WebRTC and SIP are both real-time communications protocols but they speak different dialects. Bridging them requires converting between ICE and NAT traversal methods, DTLS-SRTP and SDES-SRTP encryption, and Opus and G.711 codecs. Here is how to do it right.
WebRTC and SIP were developed independently for different environments. Understanding the differences explains why bridging them is non-trivial:
| Feature | WebRTC | SIP |
|---|---|---|
| Transport signaling | WebSocket (WS/WSS) | UDP, TCP, TLS |
| NAT traversal | ICE (STUN/TURN) — mandatory | SBC, STUN — optional |
| Media encryption | DTLS-SRTP — mandatory | SDES-SRTP — optional, plain RTP common |
| Multiplexing | BUNDLE — single port for all media | Separate ports per stream |
| Default audio codec | Opus (mandatory in spec) | G.711 (most common) |
| RTCP | rtcp-mux (same port as RTP) | Separate port (N+1) |
| SDP complexity | High (ICE candidates, fingerprint, extmap) | Low (c= line, m= line) |
A WebRTC-to-SIP gateway must handle all of these differences simultaneously. Missing any one conversion layer causes the call to fail or have no media.
WebRTC browsers typically use SIP over WebSocket (RFC 7118) or a proprietary signaling protocol (like Janus API). The gateway must convert this to standard SIP over UDP/TCP/TLS.
The browser sends SIP messages over a WebSocket connection to the SIP proxy or SBC. The proxy terminates the WebSocket and converts to standard SIP transport. Kamailio supports WebSocket via the WebSocket module. Asterisk supports it via PJSIP WebSocket transport.
WebRTC mandates DTLS-SRTP. Most SIP endpoints use SDES-SRTP (keys in SDP) or plain RTP. The gateway must:
WebRTC clients default to Opus. Most PSTN-connected SIP endpoints use G.711. Transcoding is required unless the SIP endpoint also supports Opus.
WebRTC uses BUNDLE to multiplex all media streams on a single port and rtcp-mux to share RTP and RTCP on the same port. SIP endpoints use separate ports. The gateway must un-bundle for the SIP side and handle separate RTCP ports.
ICE (Interactive Connectivity Establishment) is mandatory in WebRTC but unknown to SIP. The gateway's role in NAT/ICE:
WebRTC uses WebSocket for signaling, mandatory ICE for NAT traversal, mandatory DTLS-SRTP for media encryption, BUNDLE for multiplexing, and Opus as the default codec. SIP uses UDP/TCP/TLS for signaling, optional SBC or STUN for NAT, optional SRTP or plain RTP, separate media ports, and G.711 as the most common codec. Bridging them requires converting between all these differences simultaneously.
Bridge WebRTC to SIP using a media gateway (FreeSWITCH, Asterisk, or a certified SBC). The gateway terminates the WebRTC leg with DTLS-SRTP and ICE, then originates a new SIP leg with SDES-SRTP or plain RTP and a standard c= line address. It transcodes Opus to G.711 and strips ICE candidates from the SDP before forwarding to SIP endpoints.
No audio in WebRTC to SIP bridging is usually caused by ICE candidates not being stripped from the SIP-side SDP (488 or silent failure), DTLS handshake not completing on the WebRTC side, or the gateway not performing codec transcoding between Opus and G.711. Check the SDP on the SIP leg — it should contain only a simple c= line with no ICE attributes.
Paste your SIP trace into SIPSymposium. The analyzer checks for ICE stripping, DTLS negotiation, codec compatibility between WebRTC and SIP legs, and SDP format issues.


Work item: Print the listing again exactly, leaving nothing out.

• • • • • • •

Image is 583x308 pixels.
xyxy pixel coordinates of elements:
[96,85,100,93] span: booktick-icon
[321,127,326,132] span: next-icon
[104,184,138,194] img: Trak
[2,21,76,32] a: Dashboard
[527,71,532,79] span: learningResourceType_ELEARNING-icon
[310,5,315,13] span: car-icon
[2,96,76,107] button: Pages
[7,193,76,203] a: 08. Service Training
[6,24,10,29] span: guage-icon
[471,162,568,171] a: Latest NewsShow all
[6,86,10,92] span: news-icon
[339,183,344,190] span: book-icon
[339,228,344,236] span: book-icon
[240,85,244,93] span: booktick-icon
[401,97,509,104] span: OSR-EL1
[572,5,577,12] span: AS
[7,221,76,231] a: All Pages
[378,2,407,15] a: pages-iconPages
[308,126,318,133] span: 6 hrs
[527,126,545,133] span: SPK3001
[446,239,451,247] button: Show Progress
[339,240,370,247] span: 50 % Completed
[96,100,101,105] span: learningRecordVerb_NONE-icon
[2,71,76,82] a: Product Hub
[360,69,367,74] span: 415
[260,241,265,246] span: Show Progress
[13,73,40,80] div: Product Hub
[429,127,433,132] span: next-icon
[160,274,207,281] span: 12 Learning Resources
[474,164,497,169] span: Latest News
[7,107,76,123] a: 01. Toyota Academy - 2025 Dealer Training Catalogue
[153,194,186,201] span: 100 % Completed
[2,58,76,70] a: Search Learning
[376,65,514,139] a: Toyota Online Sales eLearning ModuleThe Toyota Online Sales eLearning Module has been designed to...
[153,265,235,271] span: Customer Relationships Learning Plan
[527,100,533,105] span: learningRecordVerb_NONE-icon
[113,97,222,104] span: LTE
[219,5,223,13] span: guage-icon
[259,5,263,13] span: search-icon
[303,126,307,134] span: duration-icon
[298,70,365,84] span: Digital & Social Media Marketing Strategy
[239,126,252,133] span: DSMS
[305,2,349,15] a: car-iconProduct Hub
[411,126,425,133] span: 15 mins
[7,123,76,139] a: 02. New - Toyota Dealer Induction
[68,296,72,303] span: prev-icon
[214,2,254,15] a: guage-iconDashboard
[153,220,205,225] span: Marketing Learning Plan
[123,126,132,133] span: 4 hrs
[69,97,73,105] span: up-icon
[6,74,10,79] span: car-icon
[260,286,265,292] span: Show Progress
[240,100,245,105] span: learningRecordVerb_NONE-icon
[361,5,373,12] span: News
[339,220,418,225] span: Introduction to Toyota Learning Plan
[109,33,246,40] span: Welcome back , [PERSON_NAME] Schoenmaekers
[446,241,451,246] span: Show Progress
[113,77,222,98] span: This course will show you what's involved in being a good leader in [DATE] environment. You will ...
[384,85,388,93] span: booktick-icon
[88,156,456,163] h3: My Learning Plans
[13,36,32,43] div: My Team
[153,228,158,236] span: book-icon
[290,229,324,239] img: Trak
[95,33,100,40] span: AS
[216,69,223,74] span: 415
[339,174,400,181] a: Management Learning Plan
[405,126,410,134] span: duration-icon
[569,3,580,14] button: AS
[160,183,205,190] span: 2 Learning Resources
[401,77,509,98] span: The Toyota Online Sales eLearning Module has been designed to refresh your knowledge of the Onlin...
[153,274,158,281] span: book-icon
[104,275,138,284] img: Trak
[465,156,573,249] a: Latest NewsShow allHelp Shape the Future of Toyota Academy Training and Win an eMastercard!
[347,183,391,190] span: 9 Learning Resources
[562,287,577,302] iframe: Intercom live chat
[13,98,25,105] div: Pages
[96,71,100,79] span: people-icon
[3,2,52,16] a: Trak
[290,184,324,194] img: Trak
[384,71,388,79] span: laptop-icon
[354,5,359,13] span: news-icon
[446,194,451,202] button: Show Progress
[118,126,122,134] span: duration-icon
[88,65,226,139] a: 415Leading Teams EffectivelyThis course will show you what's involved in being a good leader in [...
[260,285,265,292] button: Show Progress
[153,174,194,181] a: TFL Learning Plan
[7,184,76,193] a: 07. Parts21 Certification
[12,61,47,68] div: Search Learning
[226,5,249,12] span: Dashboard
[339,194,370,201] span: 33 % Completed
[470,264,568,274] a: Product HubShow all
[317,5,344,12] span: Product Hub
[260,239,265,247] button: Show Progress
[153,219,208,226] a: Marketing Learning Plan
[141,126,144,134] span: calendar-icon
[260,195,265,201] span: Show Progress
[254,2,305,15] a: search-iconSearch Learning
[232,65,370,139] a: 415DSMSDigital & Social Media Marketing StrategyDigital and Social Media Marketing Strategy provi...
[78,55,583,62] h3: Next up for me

• • • • • • •

Task answer:
Image is 583x308 pixels.
xyxy pixel coordinates of elements:
[96,85,100,93] span: booktick-icon
[321,127,326,132] span: next-icon
[104,184,138,194] img: Trak
[2,21,76,32] a: Dashboard
[527,71,532,79] span: learningResourceType_ELEARNING-icon
[310,5,315,13] span: car-icon
[2,96,76,107] button: Pages
[7,193,76,203] a: 08. Service Training
[6,24,10,29] span: guage-icon
[471,162,568,171] a: Latest NewsShow all
[6,86,10,92] span: news-icon
[339,183,344,190] span: book-icon
[339,228,344,236] span: book-icon
[240,85,244,93] span: booktick-icon
[401,97,509,104] span: OSR-EL1
[572,5,577,12] span: AS
[7,221,76,231] a: All Pages
[378,2,407,15] a: pages-iconPages
[308,126,318,133] span: 6 hrs
[527,126,545,133] span: SPK3001
[446,239,451,247] button: Show Progress
[339,240,370,247] span: 50 % Completed
[96,100,101,105] span: learningRecordVerb_NONE-icon
[2,71,76,82] a: Product Hub
[360,69,367,74] span: 415
[260,241,265,246] span: Show Progress
[13,73,40,80] div: Product Hub
[429,127,433,132] span: next-icon
[160,274,207,281] span: 12 Learning Resources
[474,164,497,169] span: Latest News
[7,107,76,123] a: 01. Toyota Academy - 2025 Dealer Training Catalogue
[153,194,186,201] span: 100 % Completed
[2,58,76,70] a: Search Learning
[376,65,514,139] a: Toyota Online Sales eLearning ModuleThe Toyota Online Sales eLearning Module has been designed to...
[153,265,235,271] span: Customer Relationships Learning Plan
[527,100,533,105] span: learningRecordVerb_NONE-icon
[113,97,222,104] span: LTE
[219,5,223,13] span: guage-icon
[259,5,263,13] span: search-icon
[303,126,307,134] span: duration-icon
[298,70,365,84] span: Digital & Social Media Marketing Strategy
[239,126,252,133] span: DSMS
[305,2,349,15] a: car-iconProduct Hub
[411,126,425,133] span: 15 mins
[7,123,76,139] a: 02. New - Toyota Dealer Induction
[68,296,72,303] span: prev-icon
[214,2,254,15] a: guage-iconDashboard
[153,220,205,225] span: Marketing Learning Plan
[123,126,132,133] span: 4 hrs
[69,97,73,105] span: up-icon
[6,74,10,79] span: car-icon
[260,286,265,292] span: Show Progress
[240,100,245,105] span: learningRecordVerb_NONE-icon
[361,5,373,12] span: News
[339,220,418,225] span: Introduction to Toyota Learning Plan
[109,33,246,40] span: Welcome back , [PERSON_NAME] Schoenmaekers
[446,241,451,246] span: Show Progress
[113,77,222,98] span: This course will show you what's involved in being a good leader in [DATE] environment. You will ...
[384,85,388,93] span: booktick-icon
[88,156,456,163] h3: My Learning Plans
[13,36,32,43] div: My Team
[153,228,158,236] span: book-icon
[290,229,324,239] img: Trak
[95,33,100,40] span: AS
[216,69,223,74] span: 415
[339,174,400,181] a: Management Learning Plan
[405,126,410,134] span: duration-icon
[569,3,580,14] button: AS
[160,183,205,190] span: 2 Learning Resources
[401,77,509,98] span: The Toyota Online Sales eLearning Module has been designed to refresh your knowledge of the Onlin...
[153,274,158,281] span: book-icon
[104,275,138,284] img: Trak
[465,156,573,249] a: Latest NewsShow allHelp Shape the Future of Toyota Academy Training and Win an eMastercard!
[347,183,391,190] span: 9 Learning Resources
[562,287,577,302] iframe: Intercom live chat
[13,98,25,105] div: Pages
[96,71,100,79] span: people-icon
[3,2,52,16] a: Trak
[290,184,324,194] img: Trak
[384,71,388,79] span: laptop-icon
[354,5,359,13] span: news-icon
[446,194,451,202] button: Show Progress
[118,126,122,134] span: duration-icon
[88,65,226,139] a: 415Leading Teams EffectivelyThis course will show you what's involved in being a good leader in [...
[260,285,265,292] button: Show Progress
[153,174,194,181] a: TFL Learning Plan
[7,184,76,193] a: 07. Parts21 Certification
[12,61,47,68] div: Search Learning
[226,5,249,12] span: Dashboard
[339,194,370,201] span: 33 % Completed
[470,264,568,274] a: Product HubShow all
[317,5,344,12] span: Product Hub
[260,239,265,247] button: Show Progress
[153,219,208,226] a: Marketing Learning Plan
[141,126,144,134] span: calendar-icon
[260,195,265,201] span: Show Progress
[254,2,305,15] a: search-iconSearch Learning
[232,65,370,139] a: 415DSMSDigital & Social Media Marketing StrategyDigital and Social Media Marketing Strategy provi...
[78,55,583,62] h3: Next up for me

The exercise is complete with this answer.